As I wrote in last week’s blog post, a data warehouse appliance simplifies platform and system resource administration. It doesn’t simplify the traditional time-intensive efforts of managing and integrating disparate data and addressing performance and tuning of various applications that contend for the same resources.
Many data warehouse appliance vendors offer sophisticated parallel processing environments, query optimization, and specialized storage structures to improve query processing (e.g., columnar-based engines). It’s naïve to think that taking data from an SMP (Symmetric Multi-Processing) relational database and moving it into a parallel processing environment will effectively scale without any adjustments or changes. Moving onto an appliance can…
As I wrote in last week’s blog post, a data warehouse appliance simplifies platform and system resource administration. It doesn’t simplify the traditional time-intensive efforts of managing and integrating disparate data and addressing performance and tuning of various applications that contend for the same resources.
Many data warehouse appliance vendors offer sophisticated parallel processing environments, query optimization, and specialized storage structures to improve query processing (e.g., columnar-based engines). It’s naïve to think that taking data from an SMP (Symmetric Multi-Processing) relational database and moving it into a parallel processing environment will effectively scale without any adjustments or changes. Moving onto an appliance can be likened to moving into a new house. When you move into a new, larger house, you quickly learn that it’s not as simple as dumping all of your stuff into the new house. The different dimensions of the new rooms cause you realize that some of your old furniture or rugs simple don’t fit. You inevitably have to make adjustments if you want to truly enjoy your new home. The same goes with a data warehouse appliance; it likely has numerous features to support growth and scalability; you have to make adjustments to leverage their benefits.
Companies that expect to simply dump their data from a few legacy data marts over to a new appliance should expect to confront some adjustments or their likely to experience some unpleasant surprises. Here are some that we’ve already seen.
Everyone agrees that the biggest cost issue behind building a data warehouse is ETL design and development. Hoping to migrate existing ETL jobs into a new hardware and processing environment without expecting rework is short-sighted. While you can probably force fit your existing job streams, you’ll inevitably misuse the new system, waste system resources, and dramatically reduce the lifespan of the appliance. Each appliance has its own way of handling the intensive resource requirements of data loading – in much the same way that each incumbent database product addresses these same situations. If you’ve justified an appliance through the benefits of consolidating multiple data marts (that contain duplicate data), it only makes sense to consolidate and integrate the ETL processes to prevent processing duplication and waste.
To assume that because you’ve built your ETL architecture leveraging the latest and greatest ETL software technology that you won’t have to review the underlying ETL architecture is also misguided. While there’s no question that migrating tool-based ETL jobs to a new platform can be much easier than lower-level code, the issue at hand isn’t the source and destination– it’s the underlying table structures. Not every table will change in definition on a new platform, but the largest (and most used) table content is the most likely candidate for review and redesign. Each appliance handles data distribution and database design differently. Consequently, since the underlying table structures are likely to require adjustment, plan on a redesign of the actual ETL process too.
I’m also surprised by the casual attitude regarding technical training. After all, it’s just a SQL database, right? But application developers and data warehouse development staff need to understand the differences of the appliance product (after all, it’s a different database version or product). While most of this knowledge can be gained through reading the manuals – when was the last time the DBAs or database developers actually had a full-set of manuals—much less the time required to read them? The investment in training isn’t significant—usually just a few days of classes. If you’re going to provide your developers with a product that claims to bigger, better, and faster than its competitors, doesn’t it make sense to prepare them adequately to use it?
There’s also an assumption that—since most data warehouse appliance vendors are software-only—that there are no hardware implications. On the contrary, you should expect to change your existing hardware. The way memory and storage are configured on a data warehouse appliance can differ from a general-purpose server, but it’s still rare that the hardware costs are factored into the development plan. And believing that older servers can be re-purposed has turned out to be a myth. If you ‘re attempting to support more storage, more processing, and more users, how can using older equipment (with the related higher maintenance costs) make financial sense?
You could certainly fork-lift your data, leave all the ETL jobs alone, and not change any processing. Then again, you could save a fortune on a new data warehouse appliance and simply do nothing. After all, no one argues with the savings associated with doing nothing—except, of course, the users that need the data to run your business.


• Task to carry out
From the material below, set down exactly the lines that run from the one containing "What is the bounding box for clothing?" to the one containing "Scan for tree.", minus the pictures.

• Information
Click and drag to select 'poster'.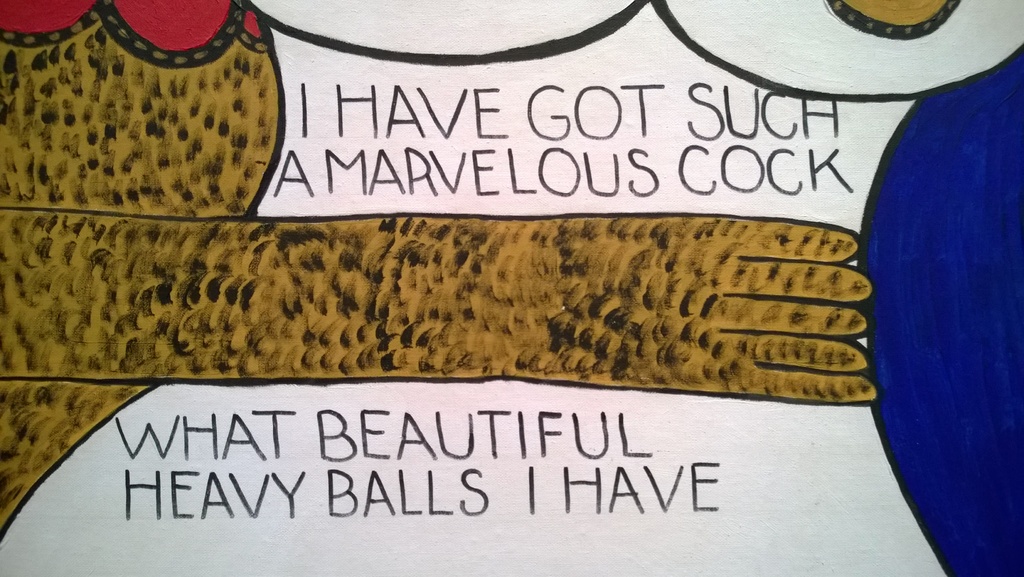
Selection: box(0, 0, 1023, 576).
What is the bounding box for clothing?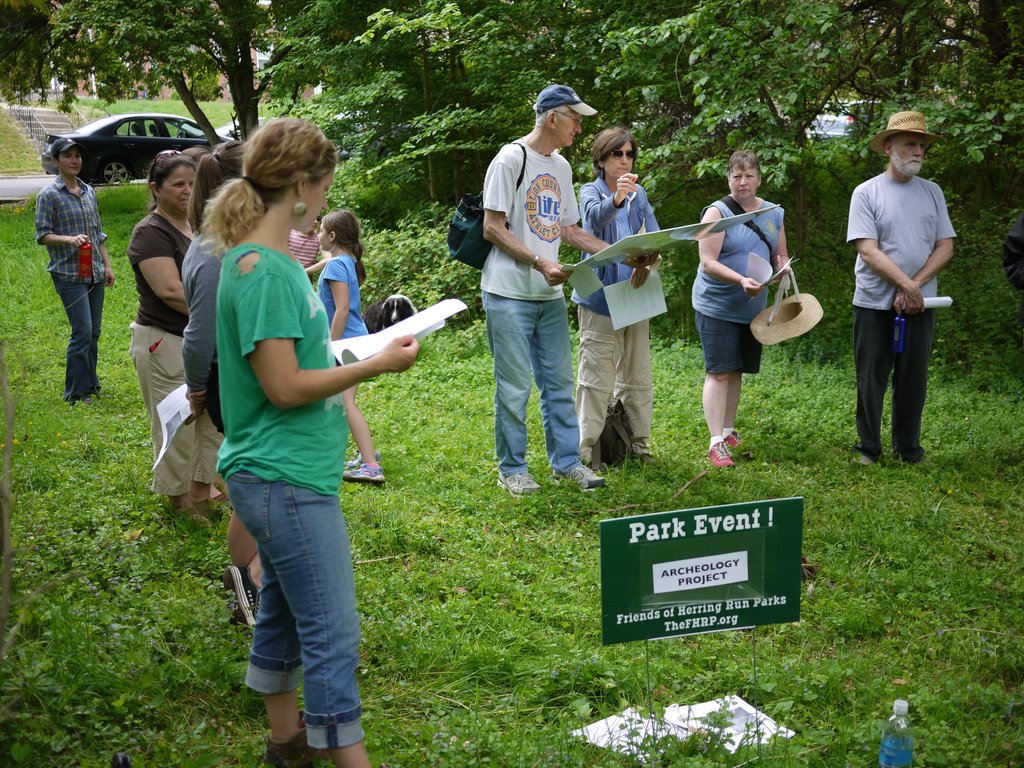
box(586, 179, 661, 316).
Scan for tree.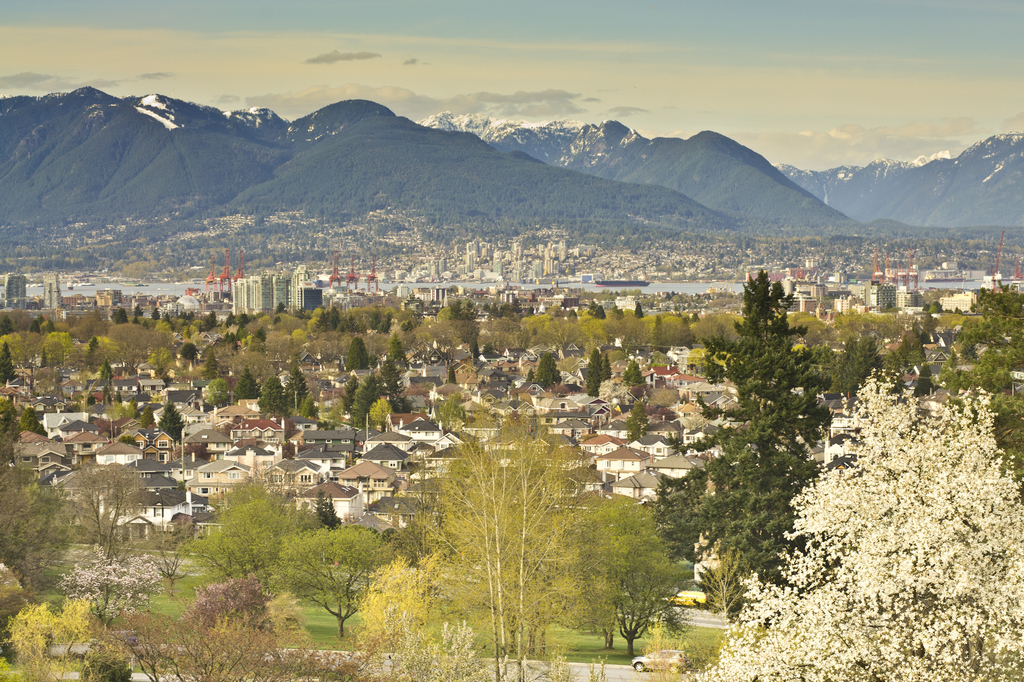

---

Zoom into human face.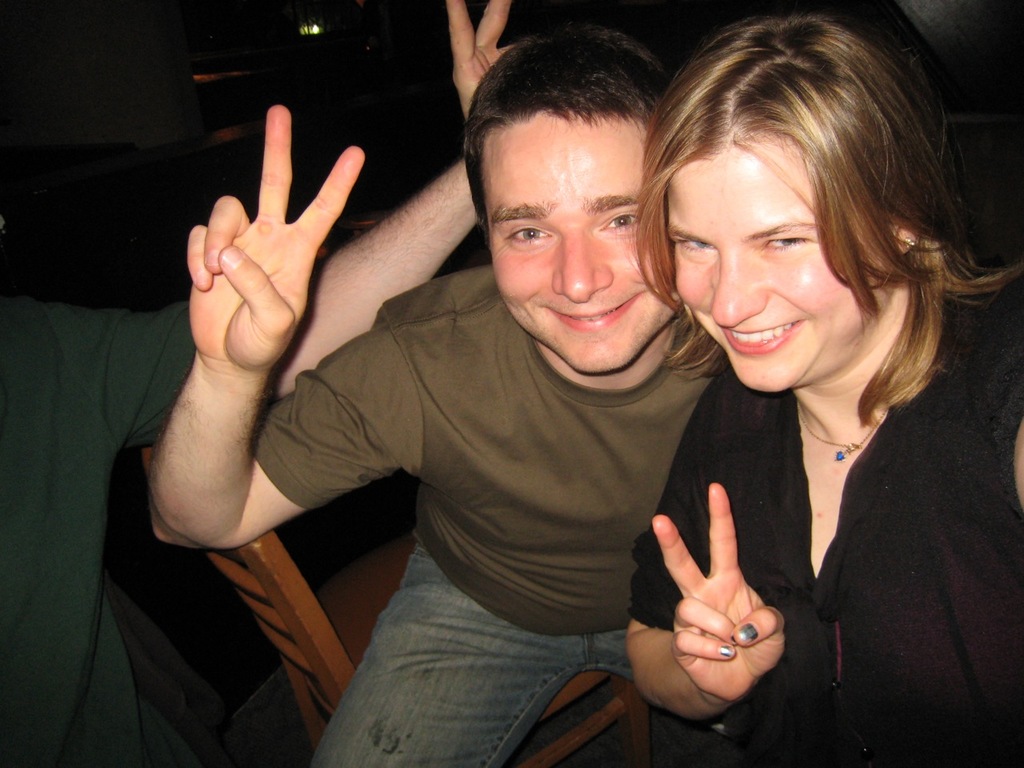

...

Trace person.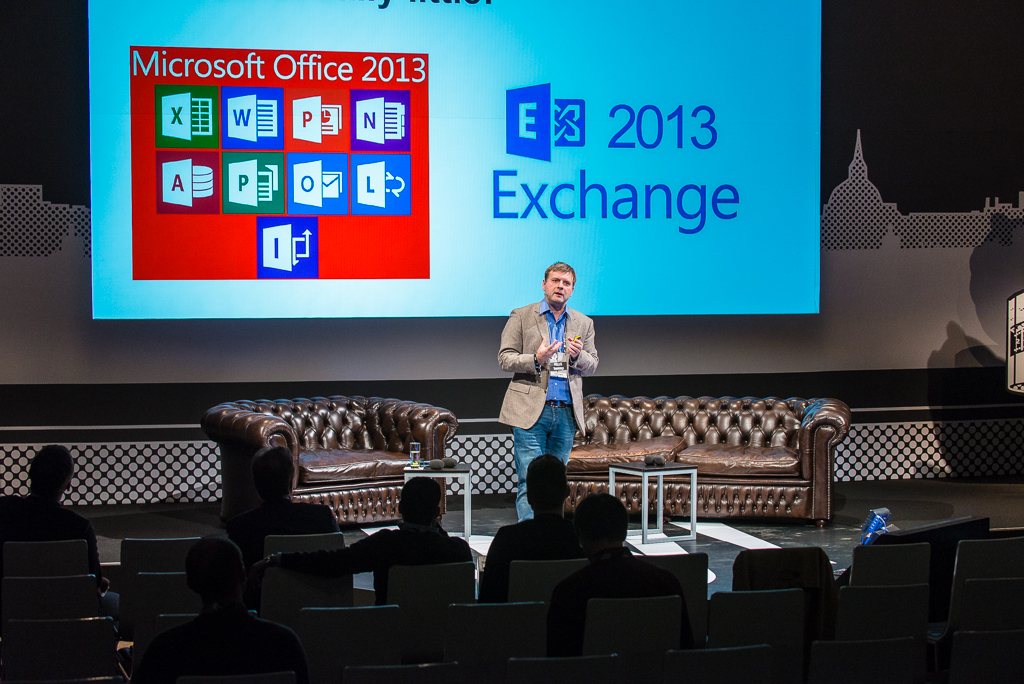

• Exercise result
What is the bounding box for clothing?
box(586, 179, 661, 316).
Scan for tree.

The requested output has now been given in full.